KNOWLEDGEBASE - ARTICLE #440

Fitting dose-response data that are sigmoidal when X is concentration, rather than log(concentration)

Dose response curves

The dose-response curve equations built in to Prism are all written assuming that X is the logarithm of concentration. This makes sense, because the common situation is that dose-response curves look sigmoidal (and usually symmetrical) when X is the logarithm of dose or concentration. However, in rare cases the dose-response curve is sigmoidal (and perhaps symmetrical) when the X value is concentration, rather than log of concentration.

To fit such a curve, here is an equation to try:

Y=Bottom+(Top-Bottom)*x^n/(Ka^n+x^n)

This is a modification of the usual one-site binding equation (rectangular hyperbola), except X and Ka are raised to the nth power. The parameter Ka is the EC50, the concentration that provokes a response halfway between Bottom and Top.

As written, that equation includes the parameter Bottom, which is the bottom plateau of the curve.  If you know the response must equal zero wen the concentration is zero, then constrain Bottom to equal 0.0 as in the example above.

This equation will only have a sigmoidal shape if n is greater than 1.0. If you constrain n to equal 1.0, then the resulting curve will be a hyperbola (like a Michaelis-Menten curve) rather than sigmoidal.

Download the Prism file. 

Other sigmoidal curves, when X is not dose

Sigmoidal shaped curves appear in other situations, where X is not dose. One example is the curve that relates the volume of the lung to the pressure within it. 

      

One model to fit these data is:   Y = a + (b/(1 + exp(-(X - c)/d))), where:

 

X: Lung pressure
Y: Lung volume
a: Bottom plateau in the same units as Y (volume with zero pressure)
b: Top plateau in the same units as Y (volume with maximal pressure)
c: Pressure at midpoint or inflection point (in same units as X).
d: A measure of steepness. 
 
From:  Venegas, J. G., Harris, R. S., & Simon, B. A. (1998). A comprehensive equation for the pulmonary pressure-volume curve. Journal of Applied Physiology, 84(1), 389-395.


◆ **WHAT YOU SHOULD DO**
Every entry below is to be copied word for word, with its pictures removed.

◆ **Pixel coordinate grounding data**
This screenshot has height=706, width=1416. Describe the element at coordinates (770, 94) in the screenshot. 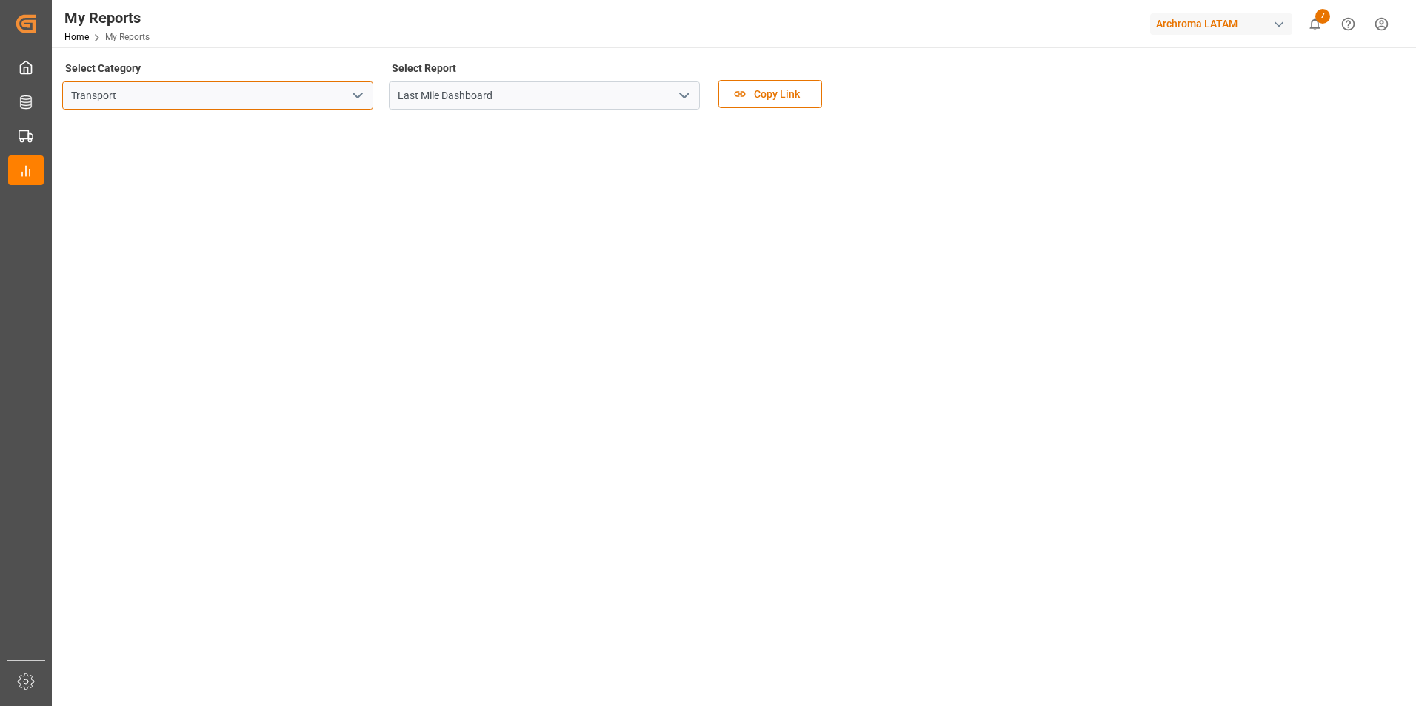

I see `button: Copy Link` at that location.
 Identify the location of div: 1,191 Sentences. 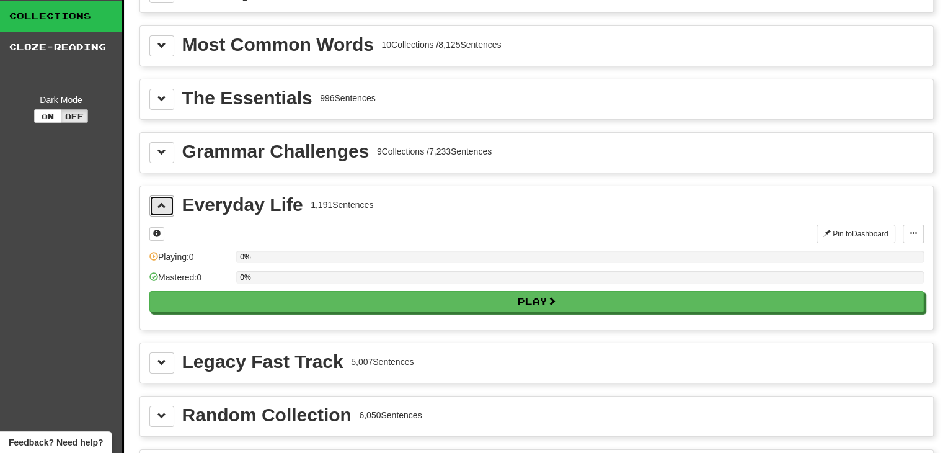
(342, 205).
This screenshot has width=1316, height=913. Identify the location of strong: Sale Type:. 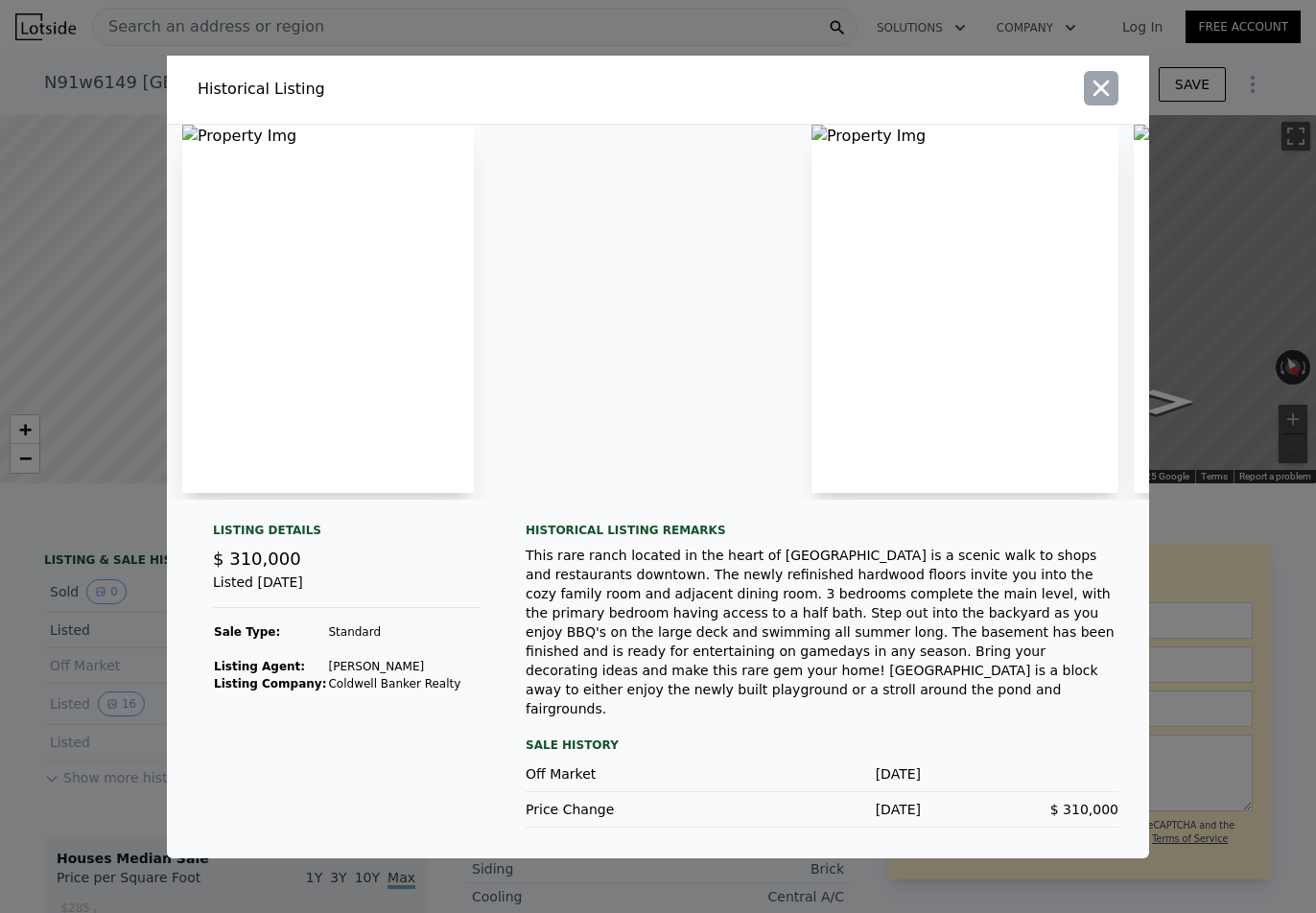
(247, 632).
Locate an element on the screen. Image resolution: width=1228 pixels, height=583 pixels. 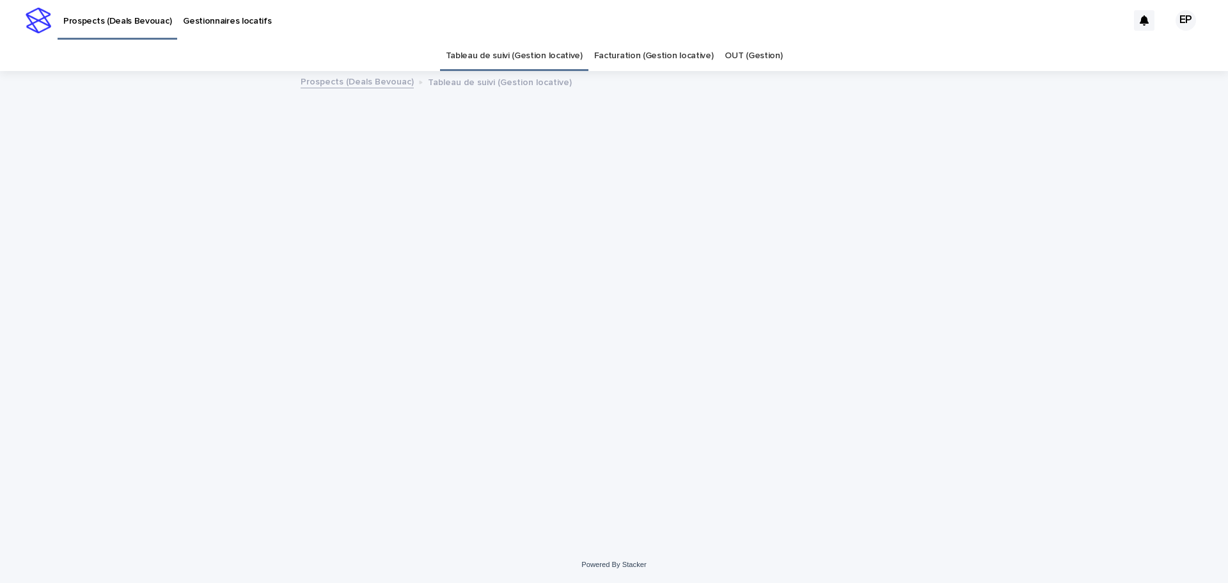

◆ **RESULT OF THIS EXERCISE**
This screenshot has height=706, width=1416. Describe the element at coordinates (770, 94) in the screenshot. 

I see `button: Copy Link` at that location.
 Identify the location of div: 1,191 Sentences. 
(342, 205).
This screenshot has width=1316, height=913. Identify the location of strong: Sale Type:. 
(247, 632).
Locate an element on the screen. Image resolution: width=1228 pixels, height=583 pixels. 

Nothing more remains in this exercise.